The media wall before him flashed its ever-changing torrent of images and messages. From where he sat, he could shift its content as he chose, just by gesturing, and he did so.
A solid wall of marketing communications was the first category to come up on the display. Advertising was a dark art somewhat related to his own. From what he saw, the primary challenge these days seemed to be how best to portray young people—supposedly living exciting and enviable lives—while they did nothing but stare nonstop into the little glowing screens in their hands. Ads for re
ality shows, ads for helpful chronic pharmaceuticals, ads for luxury vehicles, ads for bankruptcy advisors, ads for credit cards: in every stage of decline there were still desires to be stoked and needs to be created, and a last bit of money in the public’s pocket to be fought over and won.
His own business model was not centered in luring the gullible into wanting things they didn’t need. Instead, he made them know things, and love and hate things, and fear things, and thereby he made them do things, and the profit in that had proven nearly limitless. Despite the exorbitant fees he charged, the process was actually pretty simple: make the people learn and remember lies while burying the very truths that could save them.
And if those frightening, liberating truths should ever come to light, what then? Would it make any difference? Now, with mankind facing the final precipice, could any revelation be powerful enough to open their eyes and turn the tide?

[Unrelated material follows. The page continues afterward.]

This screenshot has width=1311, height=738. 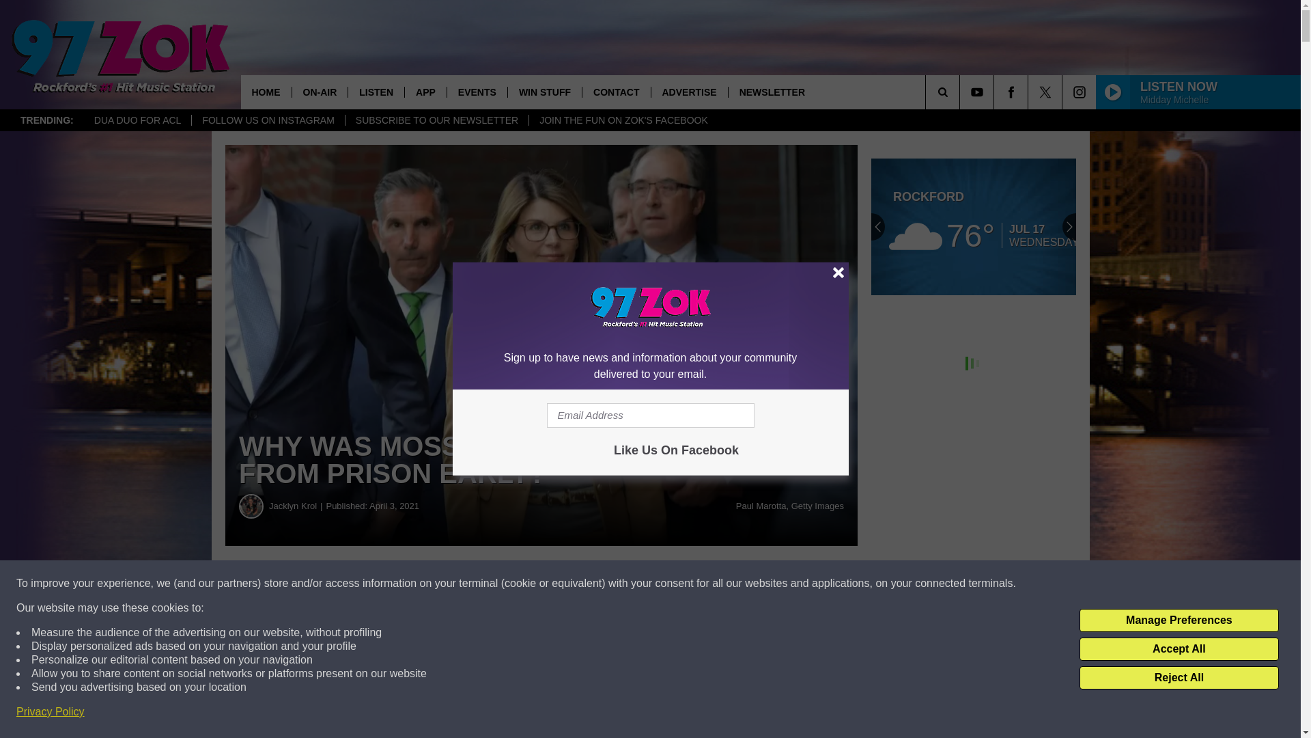 What do you see at coordinates (623, 120) in the screenshot?
I see `JOIN THE FUN ON ZOK'S FACEBOOK` at bounding box center [623, 120].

We would see. He’d done what he could, as his wife had asked. He’d set a last, far-fetched opportunity into motion, put the intrepid players in position, and then stood aside. It was out of his hands now; the rest was destiny.
“Sir?”
Warren Landers stood at the open door.
“Yes?”
“I know it’s late but I’m glad I found you here. There’s a problem in the London office and I’m afraid they need your thoughts.”
Arthur Gardner sighed, and nodded. “We can do a conference call from here, I believe.”
“No, our links are down and we don’t have any techs on the night shift to make it happen. I’ve arranged for a video call at a vendor on Sixth Avenue. Come on, I’ll drive you there.”
Gardner met the gaze of the other man and waited, let a grim understanding pass between them, then he nodded once again, closed his book, and stood. Everything was in order, after all; he’d seen to that. There was no need for fighting it, then. He already knew his end was near, and he supposed this was as good a time as any to let it come.